As the two vehicle convoy sped northeast, Lynnette alternated between working on her Mac and contemplating the fleeting scenery outside the SUV's tinted and armoured window. At this moment, a few minutes after midnight, the city that never slept was dozing, though not completely slumbering. The kombis that ferried commuters to and from their homes and workplaces during the day had long since cleared the streets. In most cases, they were now safely parked in their respective garages in the Southerton industrial area, their drivers catching a few hours of much needed sleep while the vehicles had their engines looked over by overqualified mechanics. The absence of the kombis in the streets also meant the welcome scarcity of hwindis - touts - who seemed to straddle the thin line between aggressive marketing and outright hooliganism with nary a care. At this hour the touts would be found in the bars and shebeens that dotted the capital city, drinking themselves into the demented highs they perpetually inhabited. During nighttime, their places were taken by the mushika-shikas or pirate taxis, who still managed to get some business despite the fact that many of them had been accused of robbing and raping their customers. Welcome to Harare.

Lynnette's phone buzzed. It was Garikai, apparently calling her from inside a closet. The update he gave her was both comically fun and seriously disturbing. It gelled with the information she had managed to get in the past few hours. She ordered him to get out of there and keep the vice president safe.
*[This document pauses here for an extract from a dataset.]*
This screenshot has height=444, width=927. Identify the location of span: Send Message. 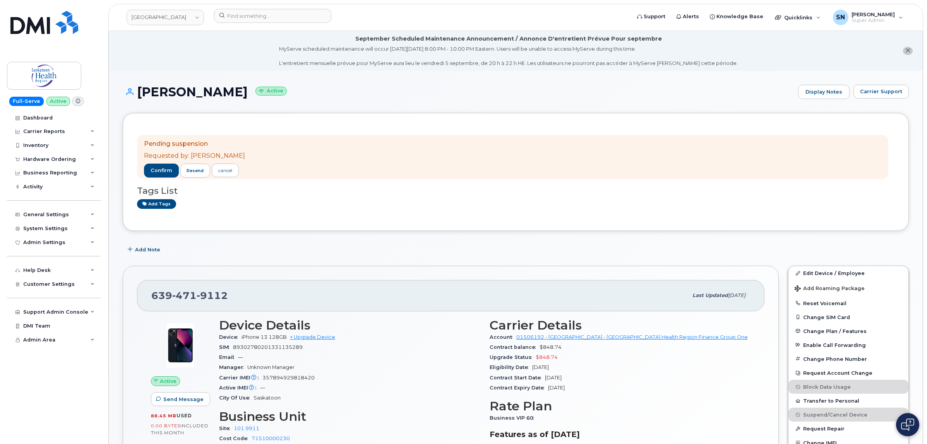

When she left the State House and returned to Muzinda, she activated Protocol 13 and gave short, clear and precise instructions to her trusted agents and officers.

The outcome of it was that she received confirmation that her organisation was involved in the treason plot. Senior agents and officers were proved to have received and made unauthorised phone calls, sent classified information to members of the administration, met with said persons and received suspicious amounts of money via intermediaries. The irony of it was that, barely two weeks earlier, most of these officers had worked hard to limit the damage to national security after the former director had sold out to a Botswana based cabal. Now they were a danger to the same nation's security.

This emergency journey to Belvedere was born out a frantic call from Max, who had been following through some leads. Lynnette had just finished changing into a casual outfit of black jeans and loose top when the call came.

"I found something!" Max's voice was hushed and urgent. "A house, Belvedere, BD998. You have to see this, it's Mrs Merikas...oh, crap..."

There was the sound of a gunshot, and on that suspenseful note, the call ended.

They were now driving along Bonga Drive, in Belvedere. It was cheerfully lit by the solar powered street lamps, and Lynnette could see the modern and almost uniformly designed houses inside their walled and gated five hundred square metre stands.  The walls were nearly always topped by razor or electric wire, while the gates were the metal sliding kind, protecting the single storey houses with red roof tiles. A quiet and peaceful neighbourhood, said to house more mixed race citizen than any other suburb in the country.